Jewschool.com: Tu BiShvat Higia, Chag Hailanot!

Originally posted on Jewschool.com.

Early this week on Twitter, David A. M. Wilensky asked why people get so excited about Tu BiShvat. Two rather mundane but honest answers are that for those who are into Kabbalah (and I am decidedly not one of those), it’s a moment in the spotlight for their favorite elements of Judaism, and for those who are Jewish educators (and I am decidedly one of those), it’s a holiday that fills the dead time between Hanukkah and Purim.

Personally, I could take or leave the holiday. I like fruit as much as the next guy. Strike that. I like fruit more than the next guy (as anyone familiar with my biography and tendency towards bad puns can attest). But my disinterest in Kabbalah and unease with the ways the holiday has been claimed by everyone from Zionists to Ecologists make it hard for me to get a firm grounding on what the holiday might mean to me.

However, we all know I like food. And when Tu BiShvat falls on Shabbat, as it does this year, I love the chance to build a Shabbat menu around fruit. Back in 5763 (aka 2003), when I was in my first year as a full-time Jewish educator, Tu BiShvat also fell on Shabbat. The shul where I worked had a very successful monthly community Shabbat dinner event. I asked if I could take the lead for the month when the dinner would coincide with the so-called birthday of the trees.

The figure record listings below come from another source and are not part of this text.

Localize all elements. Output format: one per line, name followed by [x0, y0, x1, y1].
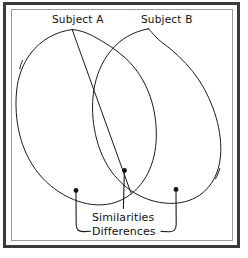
leader-line-similarities	[123, 173, 124, 209]
circle-subject-a	[16, 30, 132, 205]
venn-diagram-page: Subject A Subject B Similarities	[0, 0, 248, 258]
circle-subject-b	[93, 29, 221, 204]
diagram-canvas: Subject A Subject B Similarities	[0, 0, 248, 258]
set-label-subject-a: Subject A	[52, 13, 104, 25]
callout-label-differences: Differences	[92, 225, 156, 238]
leader-line-differences-left	[76, 193, 91, 232]
circle-subject-a-right-arc	[73, 30, 157, 194]
marker-center-dot	[122, 168, 127, 173]
marker-right-dot	[174, 187, 179, 192]
callout-label-similarities: Similarities	[92, 211, 154, 224]
leader-line-differences-right	[161, 192, 176, 232]
marker-left-dot	[74, 188, 79, 193]
set-label-subject-b: Subject B	[141, 13, 193, 25]
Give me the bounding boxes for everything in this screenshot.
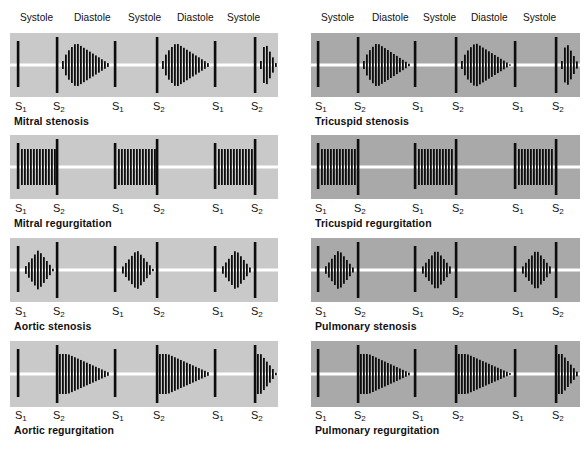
s2-label: S2 <box>153 100 165 114</box>
baseline <box>311 373 580 376</box>
phase-header: Diastole <box>372 11 409 23</box>
panel-mitral-stenosis <box>10 33 278 97</box>
panel-aortic-stenosis <box>10 238 278 302</box>
panel-tricuspid-stenosis <box>311 33 580 97</box>
phonocardiogram <box>311 341 580 407</box>
s1-label: S1 <box>15 409 27 423</box>
s1-label: S1 <box>315 409 327 423</box>
panel-title: Pulmonary regurgitation <box>315 424 439 436</box>
panel-title: Pulmonary stenosis <box>315 320 417 332</box>
baseline <box>10 64 278 67</box>
panel-title: Mitral regurgitation <box>14 217 112 229</box>
panel-pulmonary-regurgitation <box>311 341 580 407</box>
phase-header: Systole <box>20 11 53 23</box>
s2-label: S2 <box>53 100 65 114</box>
panel-tricuspid-regurgitation <box>311 135 580 199</box>
s1-label: S1 <box>15 202 27 216</box>
s1-label: S1 <box>212 409 224 423</box>
baseline <box>10 373 278 376</box>
s1-label: S1 <box>112 305 124 319</box>
s2-label: S2 <box>251 100 263 114</box>
baseline <box>311 269 580 272</box>
s2-label: S2 <box>153 409 165 423</box>
s1-label: S1 <box>512 100 524 114</box>
phase-header: Systole <box>321 11 354 23</box>
baseline <box>311 64 580 67</box>
s2-label: S2 <box>452 305 464 319</box>
s1-label: S1 <box>412 100 424 114</box>
s2-label: S2 <box>452 409 464 423</box>
phonocardiogram <box>311 238 580 302</box>
s1-label: S1 <box>212 202 224 216</box>
panel-title: Mitral stenosis <box>14 115 89 127</box>
phase-header: Diastole <box>471 11 508 23</box>
s2-label: S2 <box>251 305 263 319</box>
s2-label: S2 <box>354 305 366 319</box>
s2-label: S2 <box>53 409 65 423</box>
s2-label: S2 <box>452 202 464 216</box>
panel-aortic-regurgitation <box>10 341 278 407</box>
phonocardiogram <box>10 33 278 97</box>
s1-label: S1 <box>412 409 424 423</box>
panel-title: Aortic regurgitation <box>14 424 114 436</box>
phase-header: Systole <box>523 11 556 23</box>
s2-label: S2 <box>552 305 564 319</box>
phonocardiogram <box>311 135 580 199</box>
s1-label: S1 <box>512 409 524 423</box>
panel-title: Aortic stenosis <box>14 320 91 332</box>
s2-label: S2 <box>552 100 564 114</box>
s1-label: S1 <box>15 100 27 114</box>
s1-label: S1 <box>412 202 424 216</box>
s1-label: S1 <box>315 202 327 216</box>
s2-label: S2 <box>153 202 165 216</box>
s2-label: S2 <box>53 202 65 216</box>
phonocardiogram <box>311 33 580 97</box>
phase-header: Diastole <box>74 11 111 23</box>
phonocardiogram <box>10 135 278 199</box>
s1-label: S1 <box>112 409 124 423</box>
s1-label: S1 <box>412 305 424 319</box>
s1-label: S1 <box>212 305 224 319</box>
panel-title: Tricuspid stenosis <box>315 115 409 127</box>
phonocardiogram <box>10 341 278 407</box>
s2-label: S2 <box>354 202 366 216</box>
s1-label: S1 <box>315 305 327 319</box>
s2-label: S2 <box>251 202 263 216</box>
panel-title: Tricuspid regurgitation <box>315 217 432 229</box>
phase-header: Systole <box>128 11 161 23</box>
phonocardiogram <box>10 238 278 302</box>
s2-label: S2 <box>354 409 366 423</box>
s2-label: S2 <box>251 409 263 423</box>
s1-label: S1 <box>112 100 124 114</box>
s2-label: S2 <box>552 409 564 423</box>
s2-label: S2 <box>153 305 165 319</box>
phase-header: Diastole <box>177 11 214 23</box>
s2-label: S2 <box>552 202 564 216</box>
phase-header: Systole <box>423 11 456 23</box>
s1-label: S1 <box>315 100 327 114</box>
s2-label: S2 <box>354 100 366 114</box>
phase-header: Systole <box>227 11 260 23</box>
s2-label: S2 <box>452 100 464 114</box>
s1-label: S1 <box>212 100 224 114</box>
s1-label: S1 <box>112 202 124 216</box>
s2-label: S2 <box>53 305 65 319</box>
panel-mitral-regurgitation <box>10 135 278 199</box>
s1-label: S1 <box>512 305 524 319</box>
s1-label: S1 <box>15 305 27 319</box>
panel-pulmonary-stenosis <box>311 238 580 302</box>
s1-label: S1 <box>512 202 524 216</box>
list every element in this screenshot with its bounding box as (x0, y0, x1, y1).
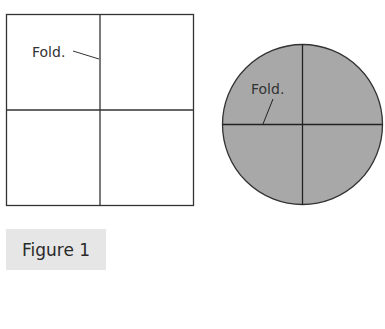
folded-circle: Fold. (223, 45, 383, 205)
folded-square: Fold. (7, 15, 194, 206)
figure-canvas: Fold. Fold. (0, 0, 385, 329)
square-fold-label: Fold. (32, 44, 65, 60)
figure-caption: Figure 1 (6, 229, 106, 270)
circle-fold-label: Fold. (251, 81, 284, 97)
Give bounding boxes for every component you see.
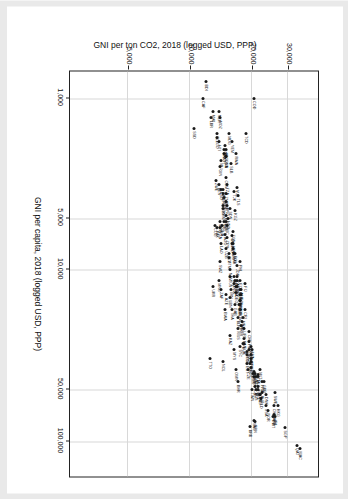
point-label: NER [217, 114, 221, 122]
point-label: TJK [232, 194, 236, 201]
y-tick-mark [288, 65, 289, 69]
point-label: SSD [192, 131, 196, 139]
scatter-point [213, 223, 216, 226]
point-label: MNG [217, 283, 221, 292]
scatter-point [250, 388, 253, 391]
point-label: NAM [228, 272, 232, 280]
x-tick-mark [66, 268, 70, 269]
scatter-point [244, 281, 247, 284]
scatter-point [233, 347, 236, 350]
scatter-point [201, 96, 204, 99]
point-label: LBN [228, 300, 232, 307]
scatter-point [236, 278, 239, 281]
y-tick-label: 20,000 [249, 24, 256, 64]
point-label: SLV [227, 256, 231, 263]
y-tick-mark [190, 65, 191, 69]
point-label: FIJ [243, 286, 247, 291]
point-label: COD [252, 101, 256, 109]
y-tick-mark [252, 65, 253, 69]
scatter-point [234, 303, 237, 306]
scatter-point [239, 260, 242, 263]
point-label: BWA [223, 312, 227, 320]
x-gridline [70, 389, 318, 390]
x-tick-label: 1,000 [57, 88, 64, 106]
scatter-point [239, 345, 242, 348]
y-axis-label: GNI per ton CO2, 2018 (logged USD, PPP) [75, 39, 275, 49]
scatter-point [225, 175, 228, 178]
point-label: SAU [253, 423, 257, 431]
point-label: HTI [217, 144, 221, 150]
point-label: BRB [248, 429, 252, 437]
scatter-point [248, 425, 251, 428]
point-label: COM [224, 180, 228, 189]
point-label: RWA [234, 156, 238, 165]
x-tick-mark [66, 388, 70, 389]
scatter-point [228, 268, 231, 271]
point-label: NCL [221, 364, 225, 372]
scatter-point [233, 281, 236, 284]
x-gridline [70, 441, 318, 442]
point-label: MAR [232, 256, 236, 264]
scatter-point [228, 333, 231, 336]
y-gridline [287, 71, 288, 476]
point-label: MRT [222, 224, 226, 232]
point-label: MUS [236, 331, 240, 339]
point-label: TCD [244, 136, 248, 144]
scatter-point [229, 295, 232, 298]
scatter-point [212, 284, 215, 287]
x-gridline [70, 269, 318, 270]
scatter-point [219, 219, 222, 222]
scatter-point [219, 164, 222, 167]
scatter-point [217, 140, 220, 143]
scatter-point [235, 367, 238, 370]
scatter-point [224, 232, 227, 235]
scatter-point [236, 275, 239, 278]
scatter-point [232, 230, 235, 233]
point-label: KIR [224, 204, 228, 210]
scatter-point [253, 418, 256, 421]
scatter-point [227, 251, 230, 254]
point-label: QAT [295, 448, 299, 455]
point-label: BDI [204, 84, 208, 90]
y-tick-label: 5,000 [126, 24, 133, 64]
point-label: KHM [221, 211, 225, 219]
point-label: CHL [247, 334, 251, 342]
rotated-figure-stage: MACQATSGPCHENORIRLSWEDNKUSAAREKWTMLTFRAG… [0, 0, 348, 499]
point-label: YEM [230, 144, 234, 152]
y-gridline [189, 71, 190, 476]
x-tick-mark [66, 440, 70, 441]
point-label: LSO [219, 192, 223, 200]
x-tick-mark [66, 217, 70, 218]
point-label: USA [264, 408, 268, 416]
point-label: LAO [219, 246, 223, 254]
scatter-point [249, 365, 252, 368]
y-tick-label: 10,000 [188, 24, 195, 64]
scatter-point [233, 190, 236, 193]
scatter-point [208, 357, 211, 360]
x-tick-label: 10,000 [57, 258, 64, 279]
scatter-point [224, 307, 227, 310]
scatter-point [299, 447, 302, 450]
scatter-point [215, 178, 218, 181]
point-label: TTO [208, 361, 212, 368]
scatter-point [224, 144, 227, 147]
point-label: ZWE [214, 183, 218, 191]
scatter-point [222, 359, 225, 362]
scatter-point [235, 185, 238, 188]
scatter-point [234, 208, 237, 211]
point-label: MAC [298, 451, 302, 459]
scatter-point [218, 110, 221, 113]
scatter-point [237, 380, 240, 383]
point-label: GAB [233, 307, 237, 315]
x-tick-label: 100,000 [57, 427, 64, 452]
x-tick-label: 50,000 [57, 378, 64, 399]
point-label: PAN [242, 341, 246, 348]
x-axis-label: GNI per capita, 2018 (logged USD, PPP) [33, 70, 43, 477]
scatter-point [225, 199, 228, 202]
point-label: DZA [232, 286, 236, 294]
scatter-point [220, 187, 223, 190]
point-label: GEO [234, 295, 238, 303]
point-label: SGP [283, 430, 287, 438]
scatter-point [271, 415, 274, 418]
point-label: GRC [247, 352, 251, 360]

I was met with some skepticism. “Our congregation loves the dinners as they are. We don’t want any programming,” I was told. “Don’t worry,” I assured them. “I’m talking about menu and decorations. You won’t even know that you’re taking part in a Tu BiShvat seder.”

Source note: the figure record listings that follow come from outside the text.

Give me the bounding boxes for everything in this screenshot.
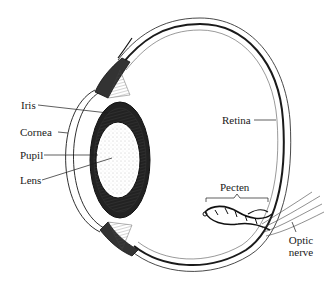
leader-lines [38,105,296,232]
label-iris: Iris [21,99,36,111]
eye-cross-section-drawing [0,0,327,290]
cornea-leader [58,132,68,133]
upper-ciliary-body [95,38,132,98]
label-pecten: Pecten [220,181,249,193]
pecten-brace [206,194,268,202]
pecten [203,206,272,230]
label-optic-nerve-line2: nerve [284,246,318,258]
eye-diagram: Iris Cornea Pupil Lens Retina Pecten Opt… [0,0,327,290]
label-pupil: Pupil [20,149,43,161]
lens [96,122,140,198]
label-retina: Retina [222,114,251,126]
label-optic-nerve-line1: Optic [284,234,318,246]
iris-leader [38,105,108,113]
lower-ciliary-body [100,222,138,256]
label-lens: Lens [20,174,41,186]
label-cornea: Cornea [20,126,52,138]
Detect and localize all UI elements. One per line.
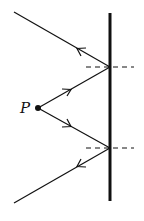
ray-incident-lower	[38, 108, 110, 148]
source-point	[35, 105, 41, 111]
reflection-diagram: P	[0, 0, 144, 221]
ray-reflected-lower	[14, 148, 110, 203]
ray-incident-upper	[38, 67, 110, 108]
arrow-icon	[62, 48, 86, 167]
ray-reflected-upper	[14, 12, 110, 67]
point-label: P	[19, 99, 31, 117]
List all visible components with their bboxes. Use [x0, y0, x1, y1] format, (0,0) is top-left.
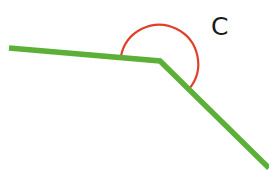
angle-diagram: C: [0, 0, 269, 170]
angle-rays: [9, 48, 269, 168]
angle-label: C: [211, 12, 228, 41]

Kids' PlacematHaving made the bold claim, and not entirely sure how I was going to back it up, I got to work with my partner-in-crime, Robin Kahn, then the synagogue’s family educator. We bought up every mylar tree that iParty had for sale. We made up vertical seder plates with four levels, representing the four Kabbalistic spheres the seder traditionally mentions. One set of plates was filled with the expected fruits (the top level being left empty, natch). The other filled with dips like hummus and olive tapenade, because we’re classy like that — and because it gave us a second set of surfaces on the table to which we could affix labels. A third set of four bottles of soda or juice (representing the color spectrum from red to white) gave us our third canvas. The labels we places on each level, each bottle presented all the information of the seder in small, non-threatening and non-invasive chunks. (And lest you think I forgot about the שבעת המנים, the seven types of grains and fruit grown in Israel linked to the holiday, we had crackers made of barely & wheat to complement the rest of the fruits & dips on the seder plates.)

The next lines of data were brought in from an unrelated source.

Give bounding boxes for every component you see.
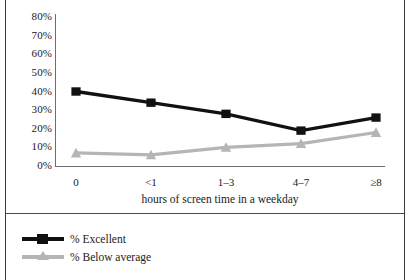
legend-item-below-average: % Below average — [22, 248, 151, 266]
square-marker-icon — [371, 113, 380, 121]
square-marker-icon — [221, 110, 230, 118]
legend-item-excellent: % Excellent — [22, 230, 151, 248]
data-series-layer — [0, 0, 412, 213]
legend-label-excellent: % Excellent — [70, 233, 126, 246]
legend-swatch-below-average — [22, 250, 64, 264]
legend-swatch-excellent — [22, 232, 64, 246]
plot-area: 0%10%20%30%40%50%60%70%80% 0<11–34–7≥8 h… — [0, 0, 412, 213]
chart-figure: 0%10%20%30%40%50%60%70%80% 0<11–34–7≥8 h… — [0, 0, 412, 280]
square-marker-icon — [146, 98, 155, 106]
square-marker-icon — [296, 126, 305, 134]
legend-divider — [6, 213, 404, 214]
square-marker-icon — [37, 234, 48, 244]
x-axis-title: hours of screen time in a weekday — [55, 193, 385, 206]
chart-legend: % Excellent % Below average — [22, 230, 151, 266]
legend-label-below-average: % Below average — [70, 251, 151, 264]
square-marker-icon — [71, 87, 80, 95]
triangle-marker-icon — [37, 251, 49, 260]
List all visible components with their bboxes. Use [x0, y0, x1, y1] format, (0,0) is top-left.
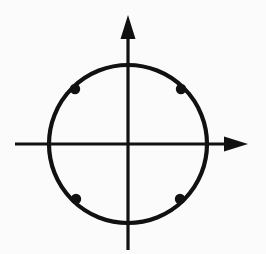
marked-point-upper-left: [70, 84, 80, 94]
marked-point-lower-left: [71, 194, 81, 204]
circle-diagram: [0, 0, 266, 254]
marked-point-lower-right: [175, 194, 185, 204]
figure-canvas: [0, 0, 266, 254]
marked-point-upper-right: [176, 84, 186, 94]
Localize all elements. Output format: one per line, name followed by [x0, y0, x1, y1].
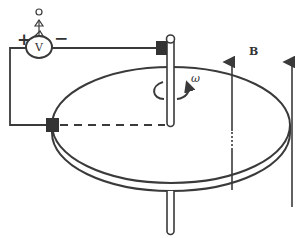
axle-shaft: [167, 41, 174, 127]
voltmeter: V + −: [17, 9, 68, 58]
wire-left: [10, 48, 50, 125]
voltmeter-label: V: [34, 41, 44, 54]
voltmeter-knob-icon: [36, 9, 42, 15]
diagram-svg: ω B V + −: [0, 0, 300, 238]
minus-terminal-label: −: [54, 28, 68, 48]
omega-label: ω: [191, 72, 200, 85]
rim-brush-contact: [46, 118, 59, 132]
axle-top-cap: [167, 35, 175, 43]
field-label-b: B: [249, 45, 258, 58]
axle: [167, 35, 175, 127]
plus-terminal-label: +: [17, 29, 31, 49]
faraday-disk-diagram: ω B V + −: [0, 0, 300, 238]
axle-bottom: [167, 191, 174, 235]
axle-brush-contact: [156, 41, 167, 55]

Our crowning achievement was the placemats we created. They were double-sided, with one side aimed at kids featuring a word search, a Cosmo-style “What Kind of Tree Are You?” quiz, and more. The adult side included a timeline detailing the evolution of the holiday from the time of the Second Temple though today, some text about the mitzvah of baal tashchit, and the words to the song השקדיה פורחת. No one had to look at the placemats if they weren’t interested, but to load the deck in our favor, we set the table with transparent plates and cutlery.

Placemat for Grown-UpsThe dinner was a success, both from a culinary standpoint and an educational/programmatic one. Today I printed out a new set of those placemats to use this Shabbat. It’s weird to look back at something from so early in my career — I admit to going through and changing the way I spelled the name of the holiday (thanks, BZ!) (although now I noticed I missed a spot). But I’m still proud of the work Robin and I did. And today it serves as a reminder to me that Jewish education can touch even those most resistant to it if we approach it with a little creativity and a lot of office supplies.